Community leaders worry that neighborhood-serving businesses will be forced out by offices that violate local zoning laws
By Tim Redmond
APRIL 30, 2015 – The creep of illegal tech offices into neighborhood commercial districts, which we have been tracking in the Mission, has arrived in Chinatown.
At a press conference yesterday, members of the Chinatown Community Development Center and the Chinese Progressive Association pointed to a building at 950 Grant – where restaurant space has been converted to offices.
The zoning laws don’t allow general office use in the area.
Among the tenants of the new office space is the tech company Whil, which offers “a digital training platform for mindfulness and Yoga.”
But Gen Fujioka, the policy director for CCDC, told reporters that since 1986, central Chinatown has banned this sort of commercial office use. The Chinatown Area Plan, he said, “was created to protect Chinatown from office encroachment.”
The high rents that can be charged for tech offices drive out community-serving small businesses, he noted.

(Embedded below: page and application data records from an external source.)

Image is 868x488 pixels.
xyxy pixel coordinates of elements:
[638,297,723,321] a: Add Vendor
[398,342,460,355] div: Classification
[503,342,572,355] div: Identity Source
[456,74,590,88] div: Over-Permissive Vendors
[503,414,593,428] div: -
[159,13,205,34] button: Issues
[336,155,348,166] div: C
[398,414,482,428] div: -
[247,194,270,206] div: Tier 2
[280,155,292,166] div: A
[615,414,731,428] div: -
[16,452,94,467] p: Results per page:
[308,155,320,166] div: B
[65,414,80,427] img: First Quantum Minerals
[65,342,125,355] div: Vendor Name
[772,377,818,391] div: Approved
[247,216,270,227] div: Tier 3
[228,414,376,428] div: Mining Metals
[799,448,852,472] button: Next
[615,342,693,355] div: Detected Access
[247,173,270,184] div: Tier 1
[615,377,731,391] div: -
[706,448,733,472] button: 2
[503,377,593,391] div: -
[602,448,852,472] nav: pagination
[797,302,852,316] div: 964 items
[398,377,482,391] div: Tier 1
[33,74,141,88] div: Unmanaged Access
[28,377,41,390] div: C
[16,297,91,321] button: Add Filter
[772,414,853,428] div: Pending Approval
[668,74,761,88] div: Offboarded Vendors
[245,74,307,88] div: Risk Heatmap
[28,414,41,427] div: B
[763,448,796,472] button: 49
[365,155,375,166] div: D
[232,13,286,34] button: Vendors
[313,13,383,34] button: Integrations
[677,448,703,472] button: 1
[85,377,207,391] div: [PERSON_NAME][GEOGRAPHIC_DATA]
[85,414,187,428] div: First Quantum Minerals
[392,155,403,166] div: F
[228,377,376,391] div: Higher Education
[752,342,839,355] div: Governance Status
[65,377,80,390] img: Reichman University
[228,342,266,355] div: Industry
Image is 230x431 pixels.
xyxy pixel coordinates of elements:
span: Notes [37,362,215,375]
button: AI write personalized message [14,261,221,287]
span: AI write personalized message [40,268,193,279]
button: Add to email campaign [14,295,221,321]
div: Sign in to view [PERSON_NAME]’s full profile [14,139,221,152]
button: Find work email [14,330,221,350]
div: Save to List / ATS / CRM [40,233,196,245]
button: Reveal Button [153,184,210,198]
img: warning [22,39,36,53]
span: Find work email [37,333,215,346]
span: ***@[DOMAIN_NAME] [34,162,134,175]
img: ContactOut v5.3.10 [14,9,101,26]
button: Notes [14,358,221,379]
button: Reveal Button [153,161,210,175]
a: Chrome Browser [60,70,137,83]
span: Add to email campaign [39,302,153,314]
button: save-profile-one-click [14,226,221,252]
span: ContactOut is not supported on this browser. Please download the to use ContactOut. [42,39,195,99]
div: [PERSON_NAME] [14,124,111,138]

Cindy Wu, a community planner at CCDC who also sits on the San Francisco Planning Commission, said that the Planning Department is going to issue an enforcement notice mandating the removal of the office use.
She and Fujioka said they’re worried that this could be the start of a dangerous trend – as building in Chinatown become vacant, landlords are going to be looking for tenants who can pay the highest possible rent – and right now, that’s tech offices.

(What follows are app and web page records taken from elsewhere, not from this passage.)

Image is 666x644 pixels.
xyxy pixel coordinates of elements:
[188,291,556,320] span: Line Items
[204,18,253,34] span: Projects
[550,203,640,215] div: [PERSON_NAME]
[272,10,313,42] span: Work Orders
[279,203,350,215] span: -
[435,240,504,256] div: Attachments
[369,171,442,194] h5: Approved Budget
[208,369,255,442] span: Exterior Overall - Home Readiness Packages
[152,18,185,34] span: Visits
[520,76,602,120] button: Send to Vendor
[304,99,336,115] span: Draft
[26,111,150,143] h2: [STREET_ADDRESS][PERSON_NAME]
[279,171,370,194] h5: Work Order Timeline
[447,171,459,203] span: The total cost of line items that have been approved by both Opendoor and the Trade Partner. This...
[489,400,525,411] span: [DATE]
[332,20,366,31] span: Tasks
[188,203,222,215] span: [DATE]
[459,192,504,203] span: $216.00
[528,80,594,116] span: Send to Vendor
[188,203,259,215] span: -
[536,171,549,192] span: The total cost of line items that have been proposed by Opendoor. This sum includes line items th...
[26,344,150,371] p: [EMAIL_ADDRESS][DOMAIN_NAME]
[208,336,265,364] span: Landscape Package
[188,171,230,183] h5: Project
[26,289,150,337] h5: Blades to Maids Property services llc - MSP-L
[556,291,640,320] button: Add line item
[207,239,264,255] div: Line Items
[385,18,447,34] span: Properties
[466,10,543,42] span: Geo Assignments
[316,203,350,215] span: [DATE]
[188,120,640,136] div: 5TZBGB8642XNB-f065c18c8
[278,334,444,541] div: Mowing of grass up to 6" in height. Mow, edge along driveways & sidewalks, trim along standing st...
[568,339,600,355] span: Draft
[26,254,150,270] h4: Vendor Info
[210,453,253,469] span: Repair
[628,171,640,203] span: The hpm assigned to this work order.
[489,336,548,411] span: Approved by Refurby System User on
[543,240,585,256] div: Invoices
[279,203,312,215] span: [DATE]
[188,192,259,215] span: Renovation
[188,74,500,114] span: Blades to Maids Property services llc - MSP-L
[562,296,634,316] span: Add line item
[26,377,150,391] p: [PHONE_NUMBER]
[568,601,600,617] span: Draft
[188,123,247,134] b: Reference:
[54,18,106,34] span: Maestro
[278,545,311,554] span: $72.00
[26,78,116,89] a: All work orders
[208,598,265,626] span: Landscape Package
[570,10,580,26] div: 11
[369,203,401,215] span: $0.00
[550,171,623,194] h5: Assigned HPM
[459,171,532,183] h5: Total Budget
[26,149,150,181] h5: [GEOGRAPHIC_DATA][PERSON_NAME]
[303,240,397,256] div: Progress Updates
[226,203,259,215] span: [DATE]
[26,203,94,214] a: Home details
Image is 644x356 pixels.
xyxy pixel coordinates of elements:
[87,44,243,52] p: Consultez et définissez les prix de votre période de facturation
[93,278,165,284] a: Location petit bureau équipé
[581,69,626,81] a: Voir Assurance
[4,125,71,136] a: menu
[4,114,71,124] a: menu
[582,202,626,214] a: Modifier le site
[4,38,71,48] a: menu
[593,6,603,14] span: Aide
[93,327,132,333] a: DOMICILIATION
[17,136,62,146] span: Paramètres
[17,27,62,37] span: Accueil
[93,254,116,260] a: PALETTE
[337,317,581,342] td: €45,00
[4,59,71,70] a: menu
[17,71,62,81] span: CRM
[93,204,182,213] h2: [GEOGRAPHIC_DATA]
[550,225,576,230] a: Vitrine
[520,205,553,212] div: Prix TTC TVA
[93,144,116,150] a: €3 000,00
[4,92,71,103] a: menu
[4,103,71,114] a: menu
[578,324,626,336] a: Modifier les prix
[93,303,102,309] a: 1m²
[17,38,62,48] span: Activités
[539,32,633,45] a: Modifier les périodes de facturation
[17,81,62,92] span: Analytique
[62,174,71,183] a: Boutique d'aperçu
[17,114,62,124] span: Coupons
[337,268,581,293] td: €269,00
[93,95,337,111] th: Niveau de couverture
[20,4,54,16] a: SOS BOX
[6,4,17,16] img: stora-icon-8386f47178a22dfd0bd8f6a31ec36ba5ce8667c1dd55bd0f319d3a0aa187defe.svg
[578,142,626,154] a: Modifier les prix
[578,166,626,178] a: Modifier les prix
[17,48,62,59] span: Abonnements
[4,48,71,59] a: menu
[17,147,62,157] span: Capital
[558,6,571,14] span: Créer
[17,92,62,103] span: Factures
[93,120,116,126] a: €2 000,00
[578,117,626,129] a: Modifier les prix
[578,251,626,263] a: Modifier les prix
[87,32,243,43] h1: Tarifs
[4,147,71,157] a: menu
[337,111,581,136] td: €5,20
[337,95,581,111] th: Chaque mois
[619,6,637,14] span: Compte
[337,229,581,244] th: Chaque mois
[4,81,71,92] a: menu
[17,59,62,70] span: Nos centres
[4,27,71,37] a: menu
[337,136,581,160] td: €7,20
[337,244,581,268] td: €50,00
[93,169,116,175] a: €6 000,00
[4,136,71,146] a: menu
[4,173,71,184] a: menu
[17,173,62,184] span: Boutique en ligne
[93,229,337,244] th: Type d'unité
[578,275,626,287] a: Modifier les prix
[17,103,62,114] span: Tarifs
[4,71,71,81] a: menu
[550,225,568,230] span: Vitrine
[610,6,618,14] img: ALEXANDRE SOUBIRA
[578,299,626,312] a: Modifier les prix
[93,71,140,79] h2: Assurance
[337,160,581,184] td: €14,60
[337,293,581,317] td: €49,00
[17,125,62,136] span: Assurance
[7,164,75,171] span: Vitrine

In fact, J.K. Dineen, the Chron’s commercial real-estate reporter, asked if community leaders were worried about the Empress of China building – which, he said, had been advertised as potential office space.
“That,” said Fujioka, “would be a very dangerous precedent.”
Wu said that landlords might be misleading tenants by telling them that the space was available for office use – and in fact, the woman who runs the office at 950 Grant, Jenny Chan, joined the press event to tell reporters that she had no idea that her business was in violation of zoning laws.
The landlord, she said, “told me it was commercial space.”
Chan operates a company called 1920C, which she told me is a “coworking space” that rents out desks by the hour, day, week, and month. She said that some of the tenants are nonprofits.
She posted a blog yesterday responding to the press conference, saying “we operate in a mixed-use development space with families living in the residential space upstairs and retail on the bottom.”
However, a Nov. 20, 2012 building permit issued for renovation work on the space states clearly that the city mandates “two retail units per floor, none over 2,500 square feet.”
The building owner did not return emails seeking comment.
Wu said this was the first example she’d seen of tech-office creep in Chinatown, and she’s convinced that the planners will respond – and she wants to see that happen anywhere there are illegal offices.
“The Planning Department should take on these cases immediately,” she said
Among the problems with these underground conversions: Office space typically attracts far more employees per square foot than retail or restaurants. That means more demand for Muni and housing.
Office developers have to pay fees to the city to offset those costs – and developers who convert other types of space to office use are liable for those fees.
But if the conversions happen without permits and in defiance of neighborhood zoning, then the city loses money.
It’s not as if the landlord – listed on the building permit as JQ Properties LP – can’t find tenants, Fujioka said: The vacancy rate in Chinatown is below five percent, and there are lots of community-serving business looking for space.
But those businesses can’t pay as much rent as offices can. Chan said as much to me when she told me that the only way she could afford the rent on the place was to bring in tech companies.
I feel bad for her if, in fact, she was misled into thinking the space was legal for offices. “Landlords,” Wu said, “need to understand the Planning Code.”
Zoning exists for a lot of reasons, but one of them is to keep property values at a level that community-based businesses can afford. And while the City Planning Department’s enforcement division is overwhelmed right now with Airbnb issues, you’d think that the city could at least make sure that flagrant, obvious violations are addressed – so that other landlords don’t think they can follow the modern tech model of doing whatever the hell they want, and asking for permission later.